As far as sides go, the sticky rice (£2) was a little too solid for me. It had gone into rigor mortis territory. The soft coconut rice (£2) was better. I’d like to visit this place in person sometime, to see what the food is like sans transit.

 

No puddings, so we had something I prepared earlier.

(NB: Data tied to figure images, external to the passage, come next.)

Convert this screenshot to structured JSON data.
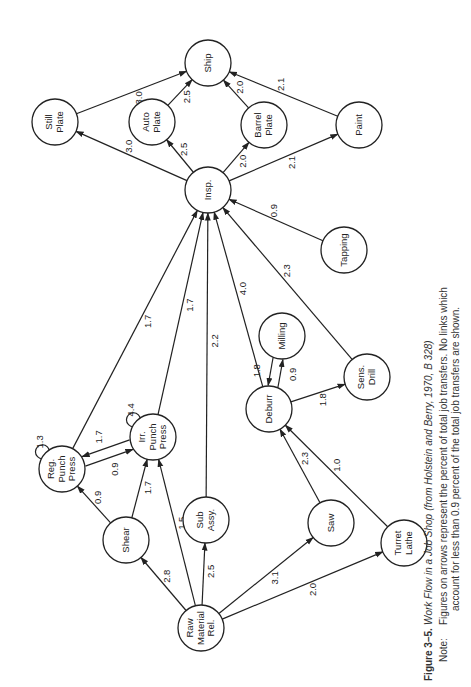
{
  "figure": {
    "number": "Figure 3–5.",
    "title_prefix": "Work Flow in a Job Shop",
    "title_source": "(from Holstein and Berry, 1970, B 328)",
    "note_label": "Note:",
    "note_line1": "Figures on arrows represent the percent of total job transfers. No links which",
    "note_line2": "account for less than 0.9 percent of the total job transfers are shown."
  },
  "nodes": [
    {
      "id": "ship",
      "lines": [
        "Ship"
      ],
      "x": 208,
      "y": 63
    },
    {
      "id": "still-plate",
      "lines": [
        "Still",
        "Plate"
      ],
      "x": 55,
      "y": 122
    },
    {
      "id": "auto-plate",
      "lines": [
        "Auto",
        "Plate"
      ],
      "x": 152,
      "y": 122
    },
    {
      "id": "barrel-plate",
      "lines": [
        "Barrel",
        "Plate"
      ],
      "x": 264,
      "y": 125
    },
    {
      "id": "paint",
      "lines": [
        "Paint"
      ],
      "x": 359,
      "y": 125
    },
    {
      "id": "insp",
      "lines": [
        "Insp."
      ],
      "x": 208,
      "y": 190
    },
    {
      "id": "tapping",
      "lines": [
        "Tapping"
      ],
      "x": 344,
      "y": 250
    },
    {
      "id": "milling",
      "lines": [
        "Milling"
      ],
      "x": 282,
      "y": 336
    },
    {
      "id": "deburr",
      "lines": [
        "Deburr"
      ],
      "x": 269,
      "y": 409
    },
    {
      "id": "sens-drill",
      "lines": [
        "Sens.",
        "Drill"
      ],
      "x": 367,
      "y": 377
    },
    {
      "id": "reg-punch-press",
      "lines": [
        "Reg.",
        "Punch",
        "Press"
      ],
      "x": 62,
      "y": 469
    },
    {
      "id": "irr-punch-press",
      "lines": [
        "Irr.",
        "Punch",
        "Press"
      ],
      "x": 153,
      "y": 437
    },
    {
      "id": "sub-assy",
      "lines": [
        "Sub",
        "Assy."
      ],
      "x": 206,
      "y": 520
    },
    {
      "id": "shear",
      "lines": [
        "Shear"
      ],
      "x": 126,
      "y": 540
    },
    {
      "id": "saw",
      "lines": [
        "Saw"
      ],
      "x": 331,
      "y": 523
    },
    {
      "id": "turret-lathe",
      "lines": [
        "Turret",
        "Lathe"
      ],
      "x": 404,
      "y": 543
    },
    {
      "id": "raw-material-rel",
      "lines": [
        "Raw",
        "Material",
        "Rel."
      ],
      "x": 201,
      "y": 628
    }
  ],
  "edges": [
    {
      "from": "still-plate",
      "to": "ship",
      "label": "3.0"
    },
    {
      "from": "auto-plate",
      "to": "ship",
      "label": "2.5"
    },
    {
      "from": "barrel-plate",
      "to": "ship",
      "label": "2.0"
    },
    {
      "from": "paint",
      "to": "ship",
      "label": "2.1"
    },
    {
      "from": "insp",
      "to": "still-plate",
      "label": "3.0"
    },
    {
      "from": "insp",
      "to": "auto-plate",
      "label": "2.5"
    },
    {
      "from": "insp",
      "to": "barrel-plate",
      "label": "2.0"
    },
    {
      "from": "insp",
      "to": "paint",
      "label": "2.1"
    },
    {
      "from": "tapping",
      "to": "insp",
      "label": "0.9"
    },
    {
      "from": "sens-drill",
      "to": "insp",
      "label": "2.3"
    },
    {
      "from": "deburr",
      "to": "insp",
      "label": "4.0"
    },
    {
      "from": "sub-assy",
      "to": "insp",
      "label": "2.2"
    },
    {
      "from": "irr-punch-press",
      "to": "insp",
      "label": "1.7"
    },
    {
      "from": "reg-punch-press",
      "to": "insp",
      "label": "1.7"
    },
    {
      "from": "deburr",
      "to": "milling",
      "label": "0.9"
    },
    {
      "from": "milling",
      "to": "deburr",
      "label": "1.8"
    },
    {
      "from": "deburr",
      "to": "sens-drill",
      "label": "1.8"
    },
    {
      "from": "saw",
      "to": "deburr",
      "label": "2.3"
    },
    {
      "from": "turret-lathe",
      "to": "deburr",
      "label": "1.0"
    },
    {
      "from": "reg-punch-press",
      "to": "irr-punch-press",
      "label": "0.9"
    },
    {
      "from": "irr-punch-press",
      "to": "reg-punch-press",
      "label": "1.7"
    },
    {
      "from": "reg-punch-press",
      "to": "reg-punch-press",
      "label": "1.3"
    },
    {
      "from": "irr-punch-press",
      "to": "irr-punch-press",
      "label": "4.4"
    },
    {
      "from": "shear",
      "to": "reg-punch-press",
      "label": "0.9"
    },
    {
      "from": "shear",
      "to": "irr-punch-press",
      "label": "1.7"
    },
    {
      "from": "raw-material-rel",
      "to": "irr-punch-press",
      "label": "1.5"
    },
    {
      "from": "raw-material-rel",
      "to": "shear",
      "label": "2.8"
    },
    {
      "from": "raw-material-rel",
      "to": "sub-assy",
      "label": "2.5"
    },
    {
      "from": "raw-material-rel",
      "to": "saw",
      "label": "3.1"
    },
    {
      "from": "raw-material-rel",
      "to": "turret-lathe",
      "label": "2.0"
    }
  ]
}
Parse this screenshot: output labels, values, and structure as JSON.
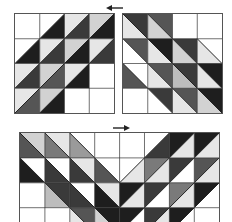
{
  "diagram": {
    "type": "quilt-assembly-diagram",
    "colors": {
      "W": "#ffffff",
      "L1": "#e6e6e6",
      "L2": "#d2d2d2",
      "L3": "#bdbdbd",
      "M1": "#9a9a9a",
      "M2": "#7a7a7a",
      "D1": "#555555",
      "D2": "#3a3a3a",
      "D3": "#1e1e1e",
      "line": "#222222",
      "border": "#555555"
    },
    "arrows": [
      {
        "name": "arrow-top",
        "direction": "left"
      },
      {
        "name": "arrow-bottom",
        "direction": "right"
      }
    ],
    "blocks": [
      {
        "name": "block-top-left",
        "x": 15,
        "y": 14,
        "cols": 4,
        "rows": 4,
        "cell": 24.75,
        "cells": [
          [
            {
              "d": "/",
              "a": "W",
              "b": "W"
            },
            {
              "d": "/",
              "a": "W",
              "b": "D3"
            },
            {
              "d": "/",
              "a": "L1",
              "b": "D2"
            },
            {
              "d": "/",
              "a": "L2",
              "b": "D3"
            }
          ],
          [
            {
              "d": "/",
              "a": "W",
              "b": "D3"
            },
            {
              "d": "/",
              "a": "L1",
              "b": "D2"
            },
            {
              "d": "/",
              "a": "L2",
              "b": "D3"
            },
            {
              "d": "/",
              "a": "L1",
              "b": "D2"
            }
          ],
          [
            {
              "d": "/",
              "a": "L1",
              "b": "D2"
            },
            {
              "d": "/",
              "a": "L2",
              "b": "D1"
            },
            {
              "d": "/",
              "a": "L1",
              "b": "D3"
            },
            {
              "d": "/",
              "a": "W",
              "b": "W"
            }
          ],
          [
            {
              "d": "/",
              "a": "L1",
              "b": "D1"
            },
            {
              "d": "/",
              "a": "L2",
              "b": "D3"
            },
            {
              "d": "/",
              "a": "W",
              "b": "W"
            },
            {
              "d": "/",
              "a": "W",
              "b": "W"
            }
          ]
        ]
      },
      {
        "name": "block-top-right",
        "x": 123,
        "y": 14,
        "cols": 4,
        "rows": 4,
        "cell": 24.75,
        "cells": [
          [
            {
              "d": "\\",
              "a": "D2",
              "b": "L1"
            },
            {
              "d": "\\",
              "a": "D1",
              "b": "L2"
            },
            {
              "d": "\\",
              "a": "W",
              "b": "W"
            },
            {
              "d": "\\",
              "a": "W",
              "b": "W"
            }
          ],
          [
            {
              "d": "\\",
              "a": "D1",
              "b": "W"
            },
            {
              "d": "\\",
              "a": "D3",
              "b": "L1"
            },
            {
              "d": "\\",
              "a": "D2",
              "b": "L2"
            },
            {
              "d": "\\",
              "a": "W",
              "b": "L1"
            }
          ],
          [
            {
              "d": "\\",
              "a": "W",
              "b": "D1"
            },
            {
              "d": "\\",
              "a": "D1",
              "b": "L1"
            },
            {
              "d": "\\",
              "a": "D2",
              "b": "L3"
            },
            {
              "d": "\\",
              "a": "D3",
              "b": "L1"
            }
          ],
          [
            {
              "d": "\\",
              "a": "W",
              "b": "W"
            },
            {
              "d": "\\",
              "a": "D2",
              "b": "W"
            },
            {
              "d": "\\",
              "a": "D1",
              "b": "L1"
            },
            {
              "d": "\\",
              "a": "D3",
              "b": "L2"
            }
          ]
        ]
      },
      {
        "name": "block-bottom-assembled",
        "x": 20,
        "y": 133,
        "cols": 8,
        "rows": 4,
        "cell": 24.9,
        "cells": [
          [
            {
              "d": "\\",
              "a": "L2",
              "b": "D1"
            },
            {
              "d": "\\",
              "a": "L1",
              "b": "M2"
            },
            {
              "d": "\\",
              "a": "W",
              "b": "M1"
            },
            {
              "d": "\\",
              "a": "W",
              "b": "W"
            },
            {
              "d": "/",
              "a": "W",
              "b": "W"
            },
            {
              "d": "/",
              "a": "W",
              "b": "D2"
            },
            {
              "d": "/",
              "a": "D3",
              "b": "L1"
            },
            {
              "d": "/",
              "a": "D3",
              "b": "L1"
            }
          ],
          [
            {
              "d": "\\",
              "a": "W",
              "b": "D3"
            },
            {
              "d": "\\",
              "a": "W",
              "b": "D2"
            },
            {
              "d": "\\",
              "a": "L1",
              "b": "D2"
            },
            {
              "d": "\\",
              "a": "W",
              "b": "D1"
            },
            {
              "d": "/",
              "a": "W",
              "b": "L1"
            },
            {
              "d": "/",
              "a": "M2",
              "b": "L1"
            },
            {
              "d": "/",
              "a": "D2",
              "b": "W"
            },
            {
              "d": "/",
              "a": "D1",
              "b": "L1"
            }
          ],
          [
            {
              "d": "\\",
              "a": "W",
              "b": "W"
            },
            {
              "d": "\\",
              "a": "D2",
              "b": "L3"
            },
            {
              "d": "\\",
              "a": "W",
              "b": "D2"
            },
            {
              "d": "\\",
              "a": "L1",
              "b": "D3"
            },
            {
              "d": "/",
              "a": "D3",
              "b": "L1"
            },
            {
              "d": "/",
              "a": "D2",
              "b": "W"
            },
            {
              "d": "/",
              "a": "M2",
              "b": "L1"
            },
            {
              "d": "/",
              "a": "D3",
              "b": "W"
            }
          ],
          [
            {
              "d": "\\",
              "a": "W",
              "b": "W"
            },
            {
              "d": "\\",
              "a": "W",
              "b": "W"
            },
            {
              "d": "\\",
              "a": "D1",
              "b": "L1"
            },
            {
              "d": "\\",
              "a": "D3",
              "b": "L2"
            },
            {
              "d": "/",
              "a": "D3",
              "b": "W"
            },
            {
              "d": "/",
              "a": "D2",
              "b": "L1"
            },
            {
              "d": "/",
              "a": "D3",
              "b": "W"
            },
            {
              "d": "/",
              "a": "W",
              "b": "W"
            }
          ]
        ]
      }
    ]
  }
}
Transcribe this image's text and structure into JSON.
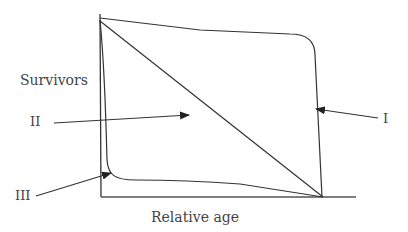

When I say me, I mean Mimi's.

 

They’ve been selling up a storm on social media, with cake boxes that sell out faster than you can say, “My dentist is shut so soon I will resemble Old Man Steptoe”.

 

I’d regretfully lost out on a few others, including a Netflix Tiger King themed set, but I’d eventually bagged the Mimi’s Favourites Box, £20 (add on £6 DPD delivery for most of the UK, though it’s double that if you live in the Highlands).

 

The gateaux stork arrived at our door with a baby blue box, which contained six brick-sized traybakes.
We halved each, and used them to maintain our new cake-a-day habit.

 

The only one I didn’t get to try was the Malteser slice, which was scoffed by the bad yin to my yang while I was out.

 

I thought about turning him upside down, and shaking him until it fell out, but we’d vacuumed the carpet relatively recently.

 

He said it was a goodie, but his favourites of the half dozen were the Oreo slice and the densely packed Jammie Dodger one, with white chocolate, bits of the biscuit on top and loads of that particularly gluey strawberry jam, which tastes of childhood.

 

I enjoyed the Scottish rocky road, hewn from Tunnock’s Wafers and Snowballs, and topped with shortbread dust, and the caramel fudge number.

 

Our classic Mars Bar krispie, with three inches of snap, crackle and pop, saw us into the weekend.
Anyway, petit fours aren’t going to help us survive these long days, but the burly wares from Mimi’s might.

 

I won’t bother casing them out for ambience, since you get indigestion if you exercise on a full stomach.

 

 

38 Clerk Street, Edinburgh, (0131-285 1680)

Gaby Soutar is a lifestyle editor at The Scotsman. She has been reviewing restaurants for The Scotsman Magazine since 2007 and edits the weekly food pages.